Scott Hanselman

Learning WPF with BabySmash - Configuration with DataBinding

June 03, 2008 Comment on this post [19] Posted in BabySmash | Windows Client | WPF
Sponsored By

NOTE: If you haven't read the first post in this series, I would encourage you do to that first, or check out the BabySmash category. Also check out http://windowsclient.net/ for more developer info on WPF.

BACKGROUND: This is one of a series of posts on learning WPF. I wrote an application for my 2 year old using WPF, but as I'm a Win32-minded programmer, my working app is full of Win32-isms. It's not a good example of a WPF application even though it uses the technology.
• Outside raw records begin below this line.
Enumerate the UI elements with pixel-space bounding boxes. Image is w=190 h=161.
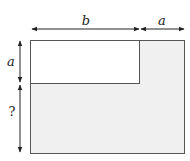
rectangle-diagram: b a a ? xyxy=(0,0,190,161)
label-a-top: a xyxy=(158,13,166,28)
label-b: b xyxy=(82,13,90,28)
label-a-left: a xyxy=(7,54,15,69)
inner-rectangle xyxy=(31,41,140,84)
label-unknown: ? xyxy=(9,104,16,119)
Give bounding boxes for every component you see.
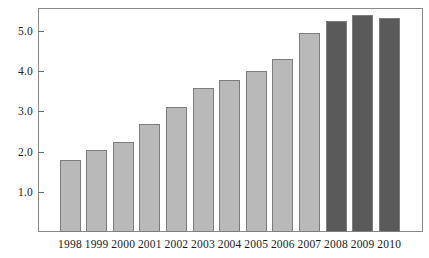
bar-2004 [219,80,240,232]
x-axis-tick-label: 2008 [324,238,348,250]
x-axis-tick-label: 2009 [351,238,375,250]
bar-2007 [299,33,320,232]
bar-2001 [139,124,160,232]
bar-2006 [272,59,293,232]
x-axis-tick-label: 1999 [85,238,109,250]
y-axis-tick-mark [38,111,44,112]
bar-1998 [60,160,81,232]
x-axis-tick-label: 1998 [58,238,82,250]
bar-2010 [379,18,400,232]
bar-chart: 1.02.03.04.05.0 199819992000200120022003… [0,0,429,258]
y-axis-tick-mark [38,71,44,72]
bar-1999 [86,150,107,232]
x-axis-tick-label: 2000 [111,238,135,250]
bar-series [0,0,429,258]
bar-2005 [246,71,267,232]
bar-2000 [113,142,134,232]
x-axis-tick-label: 2010 [377,238,401,250]
x-axis-tick-label: 2002 [164,238,188,250]
y-axis-tick-mark [38,192,44,193]
y-axis-tick-mark [38,152,44,153]
y-axis-tick-mark [38,31,44,32]
x-axis-tick-label: 2007 [297,238,321,250]
x-axis-tick-label: 2001 [138,238,162,250]
bar-2009 [352,15,373,232]
x-axis-tick-label: 2005 [244,238,268,250]
bar-2002 [166,107,187,232]
x-axis-tick-label: 2004 [218,238,242,250]
x-axis-tick-label: 2003 [191,238,215,250]
bar-2003 [193,88,214,232]
bar-2008 [326,21,347,232]
x-axis-tick-label: 2006 [271,238,295,250]
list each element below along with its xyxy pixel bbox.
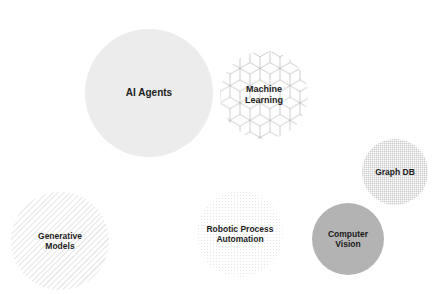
bubble-graph-db: Graph DB [362,139,428,205]
bubble-label: AI Agents [126,87,172,99]
bubble-label: Computer Vision [328,229,368,249]
bubble-label: Graph DB [375,167,415,177]
bubble-label: Robotic Process Automation [206,224,273,244]
bubble-generative-models: Generative Models [11,192,109,290]
bubble-computer-vision: Computer Vision [312,203,384,275]
bubble-ai-agents: AI Agents [85,29,213,157]
bubble-machine-learning: Machine Learning [220,51,308,139]
bubble-label: Generative Models [38,231,82,251]
bubble-robotic-process-automation: Robotic Process Automation [197,191,283,277]
bubble-label: Machine Learning [245,84,283,106]
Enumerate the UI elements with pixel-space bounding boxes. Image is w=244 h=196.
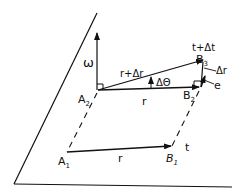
time-t-plus-dt-label: t+Δt (192, 43, 215, 53)
plane-bottom-edge (14, 184, 232, 187)
point-b1-sub: 1 (174, 159, 178, 167)
point-a1-label: A1 (58, 156, 70, 170)
point-b1-letter: B (166, 152, 174, 165)
right-angle-mark-b2 (194, 81, 200, 87)
time-t-label: t (185, 142, 189, 153)
point-a2-letter: A (78, 93, 86, 106)
delta-theta-label: ΔΘ (156, 78, 171, 88)
point-b3-sub: 3 (204, 60, 208, 68)
point-a1-letter: A (58, 155, 66, 168)
r-top-label: r (142, 96, 147, 107)
leader-dr (204, 68, 216, 71)
point-b1-label: B1 (166, 153, 178, 167)
point-a2-label: A2 (78, 94, 90, 108)
unit-vector-e-label: e (214, 80, 221, 91)
r-plus-dr-label: r+Δr (120, 69, 143, 79)
point-a1-sub: 1 (66, 162, 70, 170)
point-b2-sub: 2 (191, 96, 195, 104)
point-b3-letter: B (196, 53, 204, 66)
point-b2-letter: B (183, 89, 191, 102)
point-a2-sub: 2 (86, 100, 90, 108)
leader-e (204, 80, 214, 84)
point-b2-label: B2 (183, 90, 195, 104)
delta-r-label: Δr (216, 66, 227, 76)
omega-label: ω (83, 56, 94, 69)
diagram-canvas (0, 0, 244, 196)
point-b3-label: B3 (196, 54, 208, 68)
r-bottom-label: r (118, 153, 123, 164)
I'm calling on community (that's you, Dear Reader) to blog about your solutions to different (horrible) selections of my code. You can get the code http://www.codeplex.com/babysmash. Post your solutions on your blog, in the comments, or in the Issue Tracker and we'll all learn WPF together. Pick a single line, a section, or subsystem or the whole app!

The first blogger to take me up on this was Jason Kemp, and his resulting post called "Redoing the Options Dialog in BabySmash" is a model for how to expand the knowledge of the community.
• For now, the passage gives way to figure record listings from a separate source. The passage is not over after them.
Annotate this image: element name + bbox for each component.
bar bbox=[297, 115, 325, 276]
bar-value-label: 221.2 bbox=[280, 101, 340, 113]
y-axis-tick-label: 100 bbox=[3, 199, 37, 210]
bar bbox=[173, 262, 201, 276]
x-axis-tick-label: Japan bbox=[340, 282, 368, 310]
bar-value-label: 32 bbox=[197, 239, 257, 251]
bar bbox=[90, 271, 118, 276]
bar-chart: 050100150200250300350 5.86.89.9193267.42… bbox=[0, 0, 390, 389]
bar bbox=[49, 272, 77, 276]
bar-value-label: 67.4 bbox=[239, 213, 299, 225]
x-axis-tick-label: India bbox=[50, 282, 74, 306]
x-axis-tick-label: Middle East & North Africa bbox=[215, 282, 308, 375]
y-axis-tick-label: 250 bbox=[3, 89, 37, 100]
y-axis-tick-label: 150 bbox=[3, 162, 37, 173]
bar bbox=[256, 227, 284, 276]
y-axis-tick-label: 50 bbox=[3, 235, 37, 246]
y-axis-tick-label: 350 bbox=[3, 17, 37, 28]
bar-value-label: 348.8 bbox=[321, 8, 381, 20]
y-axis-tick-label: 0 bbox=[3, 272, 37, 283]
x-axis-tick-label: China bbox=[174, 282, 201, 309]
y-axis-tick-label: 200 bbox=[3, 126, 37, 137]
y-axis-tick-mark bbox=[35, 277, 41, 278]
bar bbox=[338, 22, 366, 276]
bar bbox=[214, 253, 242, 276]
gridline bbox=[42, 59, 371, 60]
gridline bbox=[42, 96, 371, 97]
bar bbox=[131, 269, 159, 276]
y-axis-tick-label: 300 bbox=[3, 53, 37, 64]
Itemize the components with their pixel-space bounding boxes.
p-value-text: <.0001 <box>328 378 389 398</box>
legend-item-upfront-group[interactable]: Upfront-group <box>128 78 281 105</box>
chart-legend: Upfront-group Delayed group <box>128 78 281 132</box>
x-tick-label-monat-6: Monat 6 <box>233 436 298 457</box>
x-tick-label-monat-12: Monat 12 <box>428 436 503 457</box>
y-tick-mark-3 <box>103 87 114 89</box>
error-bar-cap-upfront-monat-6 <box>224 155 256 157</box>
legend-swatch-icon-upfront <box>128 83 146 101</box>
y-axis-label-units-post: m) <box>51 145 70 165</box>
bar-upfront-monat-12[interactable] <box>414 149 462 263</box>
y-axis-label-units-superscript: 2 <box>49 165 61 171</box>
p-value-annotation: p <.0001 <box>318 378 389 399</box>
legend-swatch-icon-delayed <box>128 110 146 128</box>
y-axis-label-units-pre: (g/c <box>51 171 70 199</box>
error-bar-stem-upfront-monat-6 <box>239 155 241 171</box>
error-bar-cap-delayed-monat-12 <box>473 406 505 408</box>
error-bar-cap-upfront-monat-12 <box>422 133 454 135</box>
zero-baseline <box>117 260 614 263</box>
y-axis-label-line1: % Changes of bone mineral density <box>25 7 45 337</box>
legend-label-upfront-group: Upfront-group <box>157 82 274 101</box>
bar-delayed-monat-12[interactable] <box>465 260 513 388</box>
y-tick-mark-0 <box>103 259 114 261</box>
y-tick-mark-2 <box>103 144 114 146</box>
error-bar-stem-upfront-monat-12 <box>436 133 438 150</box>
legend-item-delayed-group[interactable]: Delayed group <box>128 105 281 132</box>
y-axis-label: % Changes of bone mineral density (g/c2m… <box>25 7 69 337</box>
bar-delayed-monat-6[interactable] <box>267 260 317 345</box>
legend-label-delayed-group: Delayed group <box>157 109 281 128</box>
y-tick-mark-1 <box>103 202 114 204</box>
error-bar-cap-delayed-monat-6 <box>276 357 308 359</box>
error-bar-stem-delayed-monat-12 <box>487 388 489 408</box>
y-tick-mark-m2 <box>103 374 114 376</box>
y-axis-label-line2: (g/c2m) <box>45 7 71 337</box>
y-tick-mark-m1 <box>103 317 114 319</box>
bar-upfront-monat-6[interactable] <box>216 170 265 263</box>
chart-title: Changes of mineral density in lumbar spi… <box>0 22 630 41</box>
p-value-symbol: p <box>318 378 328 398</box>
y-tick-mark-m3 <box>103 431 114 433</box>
Jason said "I’ve taken a look at the code and, boy, it needs work." Heh. I warned you. He decided to tackle two related areas, the Options Dialog's XAML layout and the ConfigurationManager settings subsystem. We'll tackle the underlying Configuration for this post.

WPF Configuration Done Wrong/Poorly

BabySmash stores configuration info, and I wanted to use IsolatedStorage, where the system picks a file- and path-name and you write to it. I search the web and IsolatedStorage made easy was an attractive first hit. I copy/pasted the code and hooked it up through the app and it worked great.

It was pretty cheesy though. First, it was a big custom class written in 2004 that did a bunch of XML work to save your settings. But, it was hidden in a class and worked, so I didn't sweat it.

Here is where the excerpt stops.